On a 6.11 kernel you want btrfs-progs 6.10 or newer. On Ubuntu 24.04 LTS the packaged userspace is 6.6.3, which handles the new error codes but has a bug in the progress reporting when receive fails — the stream is correctly rejected but the CLI does not tell you why. Backporting from 24.10 or building from the upstream btrfs-progs repository fixes the messaging. I would not run 6.11 in production with a userspace older than 6.8.
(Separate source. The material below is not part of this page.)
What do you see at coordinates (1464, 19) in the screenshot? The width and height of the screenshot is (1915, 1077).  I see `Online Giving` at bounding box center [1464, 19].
Dealing with btrbk, snapper, and other wrappers

If you drive send/receive through a wrapper, the fix layer is different. btrbk 0.33.x and newer detects the parent-mismatch error and refuses to continue rather than silently falling back to a full send, which is the correct behaviour — older versions would re-seed and fill your backup disk at 3am. Update btrbk before you touch anything else.

snapper with the send/receive plugin is a worse story: it does not inspect the generation numbers at all, it relies on its own database of UUIDs, and a 6.11 parent-lookup failure gets logged as a generic “plugin error”. If you are on snapper and seeing mystery failures, run the underlying send command by hand to get the real error code from the kernel. That single step has cut my debug time on these reports from an hour to five minutes.

One more wrapper-specific note: if your automation runs the send inside a container — a common Proxmox and LXC pattern — make sure the container has CAP_SYS_ADMIN and the host kernel, not the container userspace, is what you are debugging. Containers do not carry their own btrfs code, but they do carry their own btrfs-progs, so the userspace mismatch problem I described above can hide behind a container boundary and give you a misleading version when you run btrfs --version on the host.

What to do if you cannot fix it in place

If you have a hard deadline — the last weekly backup already failed and you need a working incremental tonight — the pragmatic path is to pin the sending host to 6.10.14 or the 6.6 LTS branch temporarily. Both include the pre-6.11 send code. This is not a real fix, it is an escape hatch. The 6.11 validation changes are going to propagate to every LTS kernel over the next cycle, so the underlying script hygiene still needs to happen.

If you use a distribution that supports kernel pinning cleanly, do that rather than holding back the whole system update. On Arch and EndeavourOS, linux-lts currently tracks 6.6 and is one pacman -S away. On Fedora 41, dnf install kernel-6.10.14 from the koji archive works if you also pin matching kernel-modules. Do not mix 6.11 kernel with 6.10 modules, you will get module load failures on boot and a panic recovery you did not need.

The one change that prevents recurrence

Every 6.11 send/receive breakage I have traced came down to the same root cause: something on the receiving filesystem was allowed to advance the generation of a subvolume that the sender still thought of as a clean parent. The durable fix is to treat received subvolumes as if they were on write-protected media. Mount noatime. Never list files inside them without -noatime on find. Never flip the read-only flag for “just a quick look”. If you need to inspect a received snapshot, btrfs subvolume snapshot it first and poke at the copy. That discipline costs nothing, makes the btrfs send receive kernel 6.11 validation a non-event, and will keep your chain alive through the next round of ioctl tightening — which, based on the trajectory of the send code over the last three releases, is definitely coming.